On February 7, students from the Indigenous Student Alliance (ISA) at McGill, along with allied students, gathered at Prime Minister Justin Trudeau’s constituency office in Montreal to stage a sit-in as a show of solidarity with the Wet’suwet’en people. The demonstration was organized in response to the violent arrest of six land defenders opposing the construction of a pipeline on unceded Wet’suwet’en land. These arrests took place as the Royal Canadian Mounted Police (RCMP) was enforcing a B.C. Supreme Court sanctioned injunction, mandating that the site of the Coastal Gas Link pipeline that was planned to be built, remain unimpeded – violating hereditary Wet’suwet’en law and British Columbia’s implementation of UNDRIP.
One of the organizers of this demonstration – who did not wish to be named – recalled feeling distraught and helpless upon receiving news of the arrests that morning, saying they “want[ed] to tie [themself] to the train tracks like the Mohawk.” As the office is symbolic of the whole Canadian government, they ultimately concluded that a sit-in at Trudeau’s constituency office would be the most effective way to communicate their disappointment and anger with the government’s lack of willingness to listen to Indigenous peoples’ complaints. “Long story short,” they said, “we stand in solidarity with the Wet’suwet’en peoples, and […] fuck the RCMP.”
Students characterized the sit-in and the analogous pipeline-opposition efforts in BC not as protests, but rather as means of protecting the Earth. “I don’t protest […] this is like, I don’t want people to die. I don’t want my family, my kin, to die. I love my land,” one student remarked, emphasizing that the goal of the demonstration was to protect the well-being of future generations of Indigenous peoples. Another student added that Indigenous people are protectors who take care to follow the respectful ways of their ancestors while preserving the interests of their posterity. These sentiments were reflected by the later demonstration on February 10, with one attendee asserting, “We are not protesting, we are protecting.”
A considerable number of SPVM officers were present at the February 10 demonstration, amounting to about nine officers to a small group of gathered of demonstrators. However, attendees were not deterred from criticizing the police, with several saying “Fuck Canada and fuck the RCMP” as a rallying cry. Demonstrators maintained their strong stance against the federal government, stating that Canada was failing to meet its claims of reconciliation: “You can’t take our land, our waters and our children. This is not reconciliation. This is not your promise,” one speaker stated.

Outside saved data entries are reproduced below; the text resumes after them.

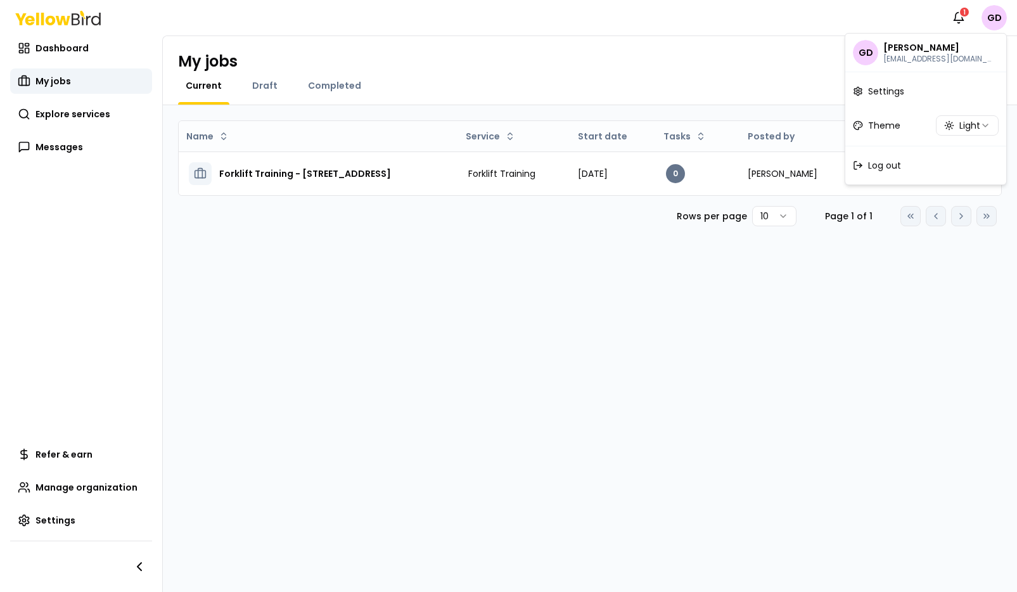 The height and width of the screenshot is (592, 1017). What do you see at coordinates (886, 91) in the screenshot?
I see `span: Settings` at bounding box center [886, 91].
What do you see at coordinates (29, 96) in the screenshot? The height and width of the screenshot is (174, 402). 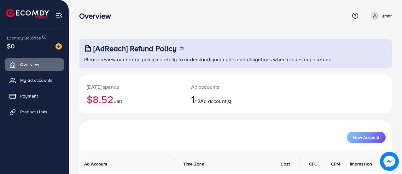 I see `span: Payment` at bounding box center [29, 96].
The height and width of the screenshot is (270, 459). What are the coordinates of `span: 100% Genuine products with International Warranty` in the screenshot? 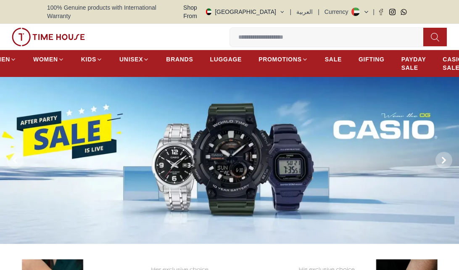 It's located at (112, 12).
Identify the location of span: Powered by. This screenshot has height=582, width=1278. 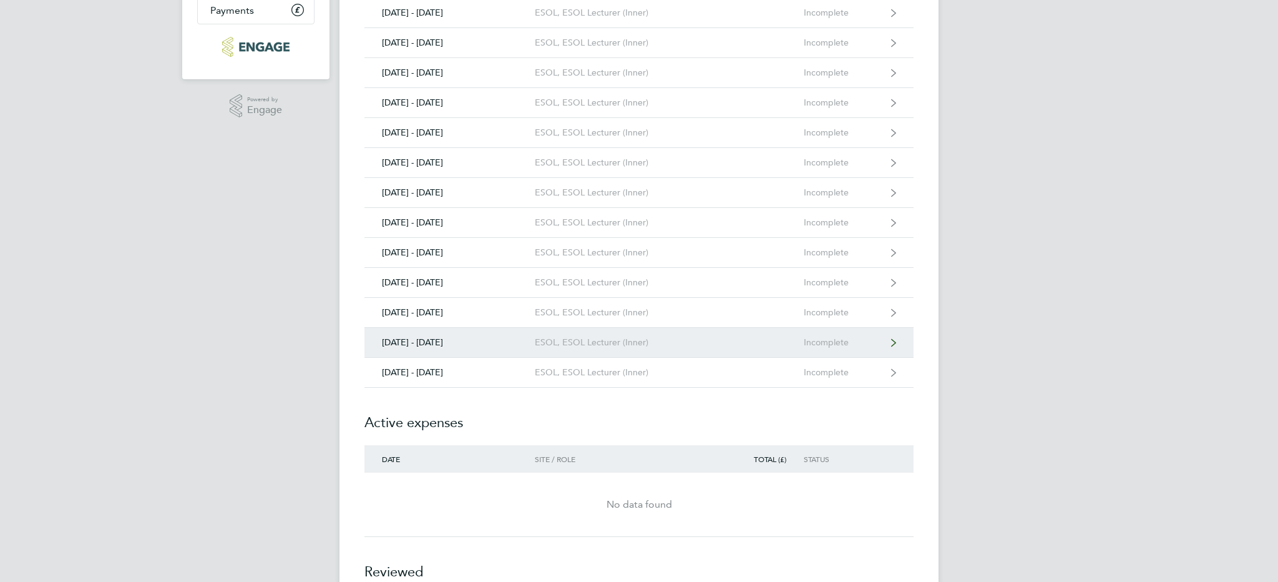
(265, 99).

Catie Galbraith, a member of ISA and one of the demonstration’s principal organizers, encourages McGill students to call their member of parliament, the British Columbia RCMP office, and any government official with influence over the situation. She also suggests that students with the financial means to donate money to the efforts of the Wet’suwet’en people to oppose the pipeline construction do so on the Unist’ot’en Camp website, and recommends that students show solidarity on social media by sharing graphics and posts from the Unist’ot’en Camp. As one student put it, “Everyone should be paying attention and supporting [Indigenous peoples] however they can.”